Make sure it's related to therapeutic practice

Choose a topic which is related, at least in some way, to the field of therapeutic practice. Most directly, this may include things like: clients’ experiences of helpful and unhelpful factors, how psychological interventions are perceived from those outside the field, or the applied role of counselling in such fields as education. Exploring people’s experiences of a particular phenomenon—for instance, women’s experiences of birth trauma—can also be related to therapeutic practice, but just be clear what the association might be. For instance, could that help therapists know how to work most effectively with that client group, or to know what issues to be sensitized to.

Find yourself a clearly-defined question

Try to find a single, clearly defined question as the basis for your study (see my Research Aims and Questions pointers). This can then serve as your title. If you can't encapsulate your research project into a single question/sentence at some point, the chances are, you're probably not clear about exactly what it is you are asking.

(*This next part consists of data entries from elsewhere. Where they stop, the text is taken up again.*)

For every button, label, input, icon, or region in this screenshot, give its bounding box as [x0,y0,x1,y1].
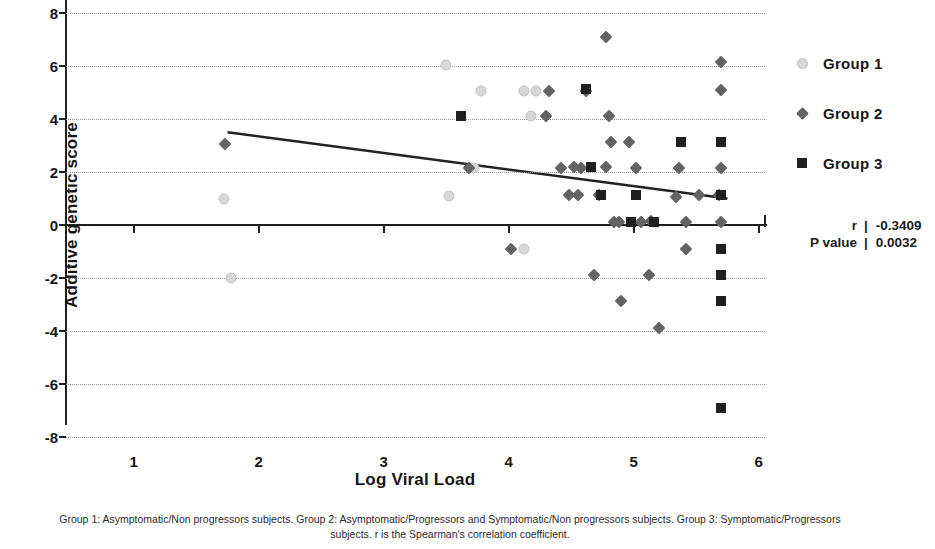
data-point [716,190,726,200]
x-tick-label: 5 [630,453,638,470]
data-point [518,243,529,254]
data-point [476,86,487,97]
data-point [626,217,636,227]
y-tick-label: -6 [45,376,58,393]
figure-caption: Group 1: Asymptomatic/Non progressors su… [55,512,845,542]
legend-item-group-3[interactable]: Group 3 [795,138,930,188]
y-tick-label: 6 [50,58,58,75]
gridline [65,66,765,67]
data-point [605,135,618,148]
data-point [581,84,591,94]
stat-row-r: r | -0.3409 [795,218,928,235]
legend: Group 1 Group 2 Group 3 [795,38,930,188]
stat-value-p-value: 0.0032 [876,235,928,250]
stat-label-p-value: P value [795,235,864,250]
gridline [65,172,765,173]
data-point [443,190,454,201]
data-point [716,244,726,254]
data-point [642,269,655,282]
gridline [65,119,765,120]
y-tick-label: 0 [50,217,58,234]
scatter-plot-area: 86420-2-4-6-8 123456 [65,13,765,437]
statistics-block: r | -0.3409 P value | 0.0032 [795,218,928,252]
data-point [649,217,659,227]
data-point [631,190,641,200]
x-tick-mark [133,225,135,233]
legend-label-group-3: Group 3 [823,155,883,172]
stat-separator-r: | [864,218,876,233]
stat-value-r: -0.3409 [876,218,928,233]
x-axis-label: Log Viral Load [65,470,765,490]
data-point [219,138,232,151]
legend-label-group-1: Group 1 [823,55,883,72]
x-tick-label: 1 [130,453,138,470]
y-tick-label: 2 [50,164,58,181]
data-point [526,111,537,122]
data-point [680,242,693,255]
x-tick-label: 4 [505,453,513,470]
y-axis-label: Additive genetic score [62,0,82,450]
legend-label-group-2: Group 2 [823,105,883,122]
data-point [505,242,518,255]
data-point [692,188,705,201]
data-point [602,110,615,123]
x-tick-label: 2 [255,453,263,470]
data-point [652,322,665,335]
data-point [715,216,728,229]
data-point [622,135,635,148]
y-tick-label: -8 [45,429,58,446]
data-point [670,191,683,204]
x-axis-zero-line [65,224,767,226]
gridline [65,13,765,14]
data-point [716,270,726,280]
y-tick-label: -2 [45,270,58,287]
y-tick-label: 4 [50,111,58,128]
gridline [65,437,765,438]
circle-icon [795,58,809,69]
y-tick-label: 8 [50,5,58,22]
data-point [226,273,237,284]
data-point [716,137,726,147]
x-tick-label: 3 [380,453,388,470]
stat-label-r: r [795,218,864,233]
data-point [596,190,606,200]
data-point [571,188,584,201]
data-point [441,59,452,70]
diamond-icon [795,109,809,118]
data-point [218,193,229,204]
x-axis-end-cap [764,215,766,227]
data-point [542,85,555,98]
caption-line-1: Group 1: Asymptomatic/Non progressors su… [59,513,629,525]
data-point [600,30,613,43]
data-point [676,137,686,147]
stat-row-p-value: P value | 0.0032 [795,235,928,252]
y-tick-label: -4 [45,323,58,340]
data-point [716,296,726,306]
stat-separator-p: | [864,235,876,250]
legend-item-group-2[interactable]: Group 2 [795,88,930,138]
data-point [586,162,596,172]
data-point [615,294,628,307]
data-point [456,111,466,121]
data-point [716,403,726,413]
figure-container: 86420-2-4-6-8 123456 Additive genetic sc… [0,0,935,549]
x-tick-label: 6 [755,453,763,470]
data-point [715,83,728,96]
x-tick-mark [383,225,385,233]
x-tick-mark [758,225,760,233]
x-tick-mark [258,225,260,233]
legend-item-group-1[interactable]: Group 1 [795,38,930,88]
square-icon [795,158,809,168]
data-point [531,86,542,97]
data-point [540,110,553,123]
data-point [680,216,693,229]
data-point [587,269,600,282]
data-point [518,86,529,97]
gridline [65,384,765,385]
x-tick-mark [508,225,510,233]
gridline [65,278,765,279]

That's ‘question’, not ‘questions’

One of the biggest problems students face is that they ask too many inter-related questions, with too many constructs of interest, and therefore get very muddled in what they are doing. For instance, they’re interested in attachment styles, and how it relates to dropout as mediated by the client’s personality in EMDR for trauma. But that’s five different constructs (attachment styles, dropout, personality types, EMDR, trauma—and, indeed, a sixth implicit one, which is the outcomes of EMDR for trauma), and generally you want to focus down on just one or two constructs (particularly in qualitative research), or maybe three at most if you are doing quantitative. So, for instance, you could focus on how attachment style influences dropout, or how clients experience EMDR for trauma, or the role of personality styles in mediating outcomes in EMDR for trauma. Or you could even just focus down on how clients experience dropout. All nice, straightforward questions that you can really get into at Master’s or doctoral level depth. So think about the constructs that you definitely want to focus in on, and let go of those that are maybe less central to your concerns. Of course, that’s difficult, and three of the main reasons why are given below—along with the things you may need to remind yourself of:

'I won't have enough material otherwise.'  Your word limit may seem like a lot, but you'll be amazed at how quickly it goes. If you just focus on one question, you will be able to go into it in a great amount of depth—far more appropriate to Master’s or doctoral study than trying to answer a number of questions and subsequently coming away with numerous superficial answers.

'There's lots of different aspects of this area that I'm interested in.' That's great, but you won't be able to cover it all in this one project. You can always do further research after this one. In limiting yourself to just one question, you may well experience feelings of loss or disappointment as you let go of areas you're really interested in, but it's better to feel that loss now than after you've put months of work into areas that are just too dispersed.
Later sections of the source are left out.